Monday : 25 July 05
Today was Pioneer Day in the Land Behind the Zion Curtain. Or “Mormon Christmas,” as refers to it. I started thinking about it and came to the conclusion that it would be more like “Mormon Thanksgiving,” since they found a place where they could live (relatively) free of the persecution of those who didn’t believe as they did.

I’ll refrain from getting on my “Colony Kid” soapbox and going on a tirade about this being a state holiday… and it getting more fanfare than the Fourth of July (in some places)… and that it isn’t even commemorative of the day that “The Great State of Deseret” became the state in the Union known as “Utah,” that day is in January. And the statehood day hasn’t had much ado about anything (let alone “nothing”) in the six years that I’ve been here.

Other than that, my big highlight of the day was getting a phone call from a friend of mine back home. We usually manage to just miss each other when we call, but today he got me. We talked for nearly 45 minutes. It was really good to hear from him and to catch up.

Stray Toasters

  • Not only did I play City of Heroes tonight, but I also have gummy worms!
  • Last night, I made the following comment in my post:

    Our waiter was attentive, responsive and just all-around, hands-down better than the toe rag who waited on us the last time.

    This morning, I received a comment asking what “toe rag” meant. I was flabbergasted. Not because the person had to ask what it meant – although, that did surprise me; maybe it’s just an East Coast thing – but because (stay with me on this one): In order to see the post and to reply to it, the person had to be online. On. The. Internet. The largest pool of information in the world. Maybe it’s just the way that I’m wired (…maybe it’s Maybelline), but I would have just looked up what it meant. And given the context in which I used the phrase, I thought that it would be painfully obvious that my opinion of the first waiter was less than “good.”

  • Japanese condom packaging art (Work safe)
  • You snowboard and think you’re the new hotness?
    Step aside.
    This guy is all about the old-school hotness.

  • For : Bollywood’s Good Girls Learn to Be Bad
  • Monday nights and ABC meant one thing in the 80s. Wait… “one thing other than football“…. MacGuyver. Check out this site and you to can (almost) make a (laser) gun out of some rubber bands, a paper clip and a pencil.
  • “I wanna be a zombie when I grow up!”

  • Troopseses! (Thanks to Nyx for showing me this.)
  • Repeat after me: “A new line of Micronauts toys will be out soon…”

I think that there was at least one other thing that I wanted to add to this, but I can’t remember what it was. Oh, well. Either I’ll remember it and use it tomorrow… or I won’t.

Namaste.

EDIT
I just remembered what it was: and posted links to this article – she on LJ, he on IRC. I was just on I-15 in Utah County this past weekend… and I missed it! (Had I not missed it, it would have been plastered all over Saturday night’s post.)

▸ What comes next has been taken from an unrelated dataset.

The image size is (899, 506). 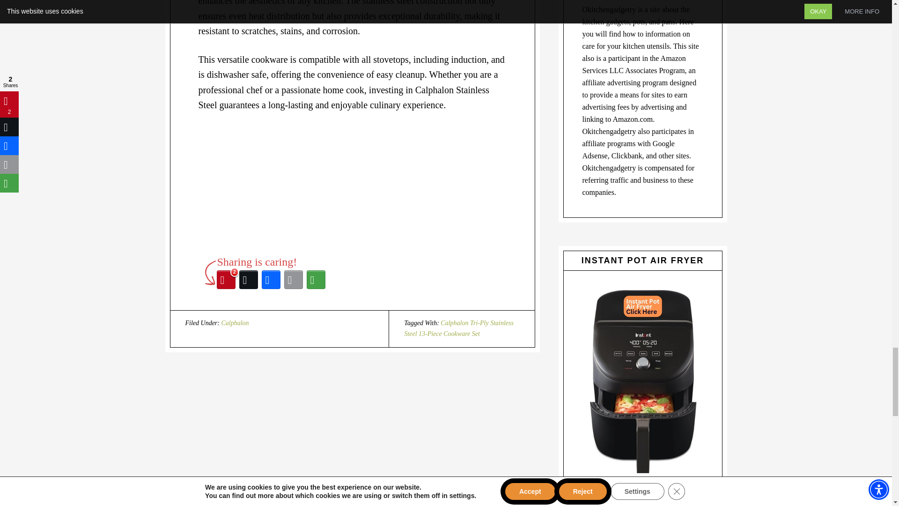 What do you see at coordinates (226, 280) in the screenshot?
I see `Pinterest` at bounding box center [226, 280].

Anywho, I don’t think that quite understood just how… um… expected/common/normal/something it is for young men and women to hitch up, settle down and have kids here behind the Zion Curtain. Couples start their families in their early 20s, often shortly after the young man returns from his mission (going out into the world and spreading the gospel of the LDS Church, for those of you not in Utah). It seems to work for them, so more power to ’em! So, when the article refers to him as an “old maid,” they really weren’t kidding. (And, from what I’ve gathered from some LDS friends of mine, to be a woman and in your thirties and unmarried/childless isn’t exactly a walk in the park, either.) It was one of the (many) things – along with the lack of “chocolate people” – that amazed me when I moved here.